Wednesday, April 05, 2006

What a load of crap

The front page of the Palm Beach Post's local section today featured a cow and a large hill of maneure. Here is the article. You got to love the Florida MSM, who else would think an overturned port-a-potty is news?

Open Post- Jo's Cafe, TMH's Bacon Bits, Basil's Blog, Bright & Early,

finally piled up.

The heap of horse manure at Plant Factory reaches three stories high and spreads across 5 acres.

Loxahatchee Groves residents say it's ugly and smelly, and they worry it's leaching phosphorus into a nearby canal. They logged complaints over the years, and now county officials have decided their codes don't permit compost and soil manufacturing operations.

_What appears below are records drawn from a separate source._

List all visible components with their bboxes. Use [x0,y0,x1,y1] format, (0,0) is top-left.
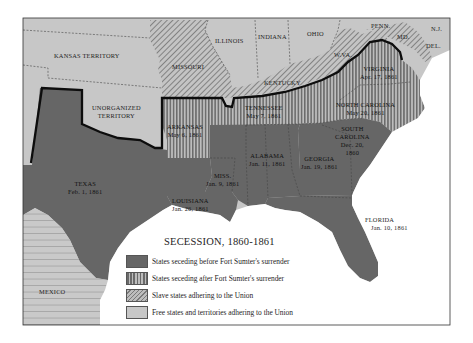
mississippi-name: MISS. [206,172,239,180]
legend-label: Slave states adhering to the Union [152,291,253,300]
label-md: MD. [397,33,410,41]
south-carolina-date: Dec. 20, [335,141,370,149]
arkansas-name: ARKANSAS [167,123,203,131]
legend-swatch-diagonal-hatch [126,289,148,302]
north-carolina-name: NORTH CAROLINA [336,101,395,109]
label-south-carolina: SOUTHCAROLINADec. 20,1860 [335,125,370,157]
legend-item-free: Free states and territories adhering to … [126,305,293,320]
texas-date: Feb. 1, 1861 [68,188,102,196]
mississippi-date: Jan. 9, 1861 [206,180,239,188]
legend-swatch-solid [126,255,148,268]
label-kentucky: KENTUCKY [264,79,301,87]
label-indiana: INDIANA [258,33,287,41]
label-north-carolina: NORTH CAROLINAMay 20, 1861 [336,101,395,117]
label-virginia: VIRGINIAApr. 17, 1861 [360,65,398,81]
alabama-date: Jan. 11, 1861 [249,160,285,168]
legend-swatch-vertical-stripes [126,272,148,285]
label-illinois: ILLINOIS [215,37,244,45]
south-carolina-name: SOUTH [335,125,370,133]
florida-name: FLORIDA [365,216,408,224]
south-carolina-name2: CAROLINA [335,133,370,141]
label-wva: W.VA. [334,51,352,59]
legend-swatch-light [126,306,148,319]
florida-date: Jan. 10, 1861 [365,224,408,232]
label-unorganized: UNORGANIZED [92,104,141,112]
label-arkansas: ARKANSASMay 6, 1861 [167,123,203,139]
label-texas: TEXASFeb. 1, 1861 [68,180,102,196]
alabama-name: ALABAMA [249,152,285,160]
north-carolina-date: May 20, 1861 [336,109,395,117]
label-alabama: ALABAMAJan. 11, 1861 [249,152,285,168]
label-territory: TERRITORY [92,112,141,120]
georgia-name: GEORGIA [301,155,338,163]
legend-item-seceded-after: States seceding after Fort Sumter's surr… [126,271,284,286]
tennessee-name: TENNESSEE [245,104,283,112]
georgia-date: Jan. 19, 1861 [301,163,338,171]
label-tennessee: TENNESSEEMay 7, 1861 [245,104,283,120]
label-georgia: GEORGIAJan. 19, 1861 [301,155,338,171]
texas-name: TEXAS [68,180,102,188]
label-unorganized-territory: UNORGANIZEDTERRITORY [92,104,141,120]
label-florida: FLORIDAJan. 10, 1861 [365,216,408,232]
label-louisiana: LOUISIANAJan. 26, 1861 [172,197,209,213]
tennessee-date: May 7, 1861 [245,112,283,120]
label-del: DEL. [426,42,441,50]
virginia-name: VIRGINIA [360,65,398,73]
label-kansas-territory: KANSAS TERRITORY [54,52,120,60]
label-ohio: OHIO [307,30,324,38]
arkansas-date: May 6, 1861 [167,131,203,139]
south-carolina-date2: 1860 [335,149,370,157]
louisiana-name: LOUISIANA [172,197,209,205]
legend-label: States seceding after Fort Sumter's surr… [152,274,284,283]
label-mississippi: MISS.Jan. 9, 1861 [206,172,239,188]
map-title: SECESSION, 1860-1861 [164,236,275,247]
label-nj: N.J. [431,25,442,33]
label-missouri: MISSOURI [172,63,204,71]
label-penn: PENN. [371,22,390,30]
louisiana-date: Jan. 26, 1861 [172,205,209,213]
legend-item-slave-union: Slave states adhering to the Union [126,288,253,303]
legend-label: Free states and territories adhering to … [152,308,293,317]
legend-label: States seceding before Fort Sumter's sur… [152,257,289,266]
legend-item-seceded-before: States seceding before Fort Sumter's sur… [126,254,289,269]
virginia-date: Apr. 17, 1861 [360,73,398,81]
label-mexico: MEXICO [39,288,65,296]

That's a relief to Angel and Myrian Sosa, an elderly couple who live next door and catch daily whiffs of the stench. They asked Plant Factory to move the heap away from their lot line and closer to Okeechobee Boulevard, a major roadway. When that didn't work, they called the county. But nothing changed.

"I'm not sure there's a better example of a public nuisance," said Amy Dukes of Lewis, Longman & Walker, a law firm the Sosas hired in January hoping for help.

County officials said they weren't trying to make life difficult. The problem, it seems, stemmed from the state's Right to Farm Act, which allows horse manure to be used as a type of fertilizer. So they fielded complaints and scratched their heads.

No more.

Plant Factory's pile has to go by May 12.

Code enforcement director Terry Verner said county commissioners had him take another look at the laws last summer. He took action recently after the Loxahatchee Groves Landowners Association called on his team to do something about the brown mountain at Plant Factory.

Plant Factory owner Rick Wagner said he's fine with that: "It may be a godsend. It's expensive. It comes in so fast, you need more acreage," he said of the manure. It is unclear at this point, where it might be transferred.

Folks in Wellington, however, might wind up in a bind. The village bans stockpiling of manure, except on a temporary basis in concrete bins designed to keep the waste from washing away. The law was designed to cut the amount of phosphorus that drains from southern Wellington's horse country into the Arthur R. Marshall Loxahatchee National Wildlife Refuge. Wellington's horses produce about 640,000 pounds of waste a day during the equestrian season. And Plant Factory handled a whopping 80 percent of that this year, Wagner said.

Closing down his operation could mean higher fees for truckers to haul it farther away.

"It could become a burdensome cost," said Dean Turney, executive director of the Wellington Equestrian Alliance.

Or worse: "They're going to dump it anyplace they can," Wagner said. Operations like his turn the manure on a regular basis, mixing it with muck and making it ready for farms.

Ultimately, the solution might be turning the waste to energy. To that end, the Equestrian Alliance plans to invite government agencies and power companies to brainstorm.

"A manure workshop," Turney said. "We'll always have this issue of getting rid of the waste."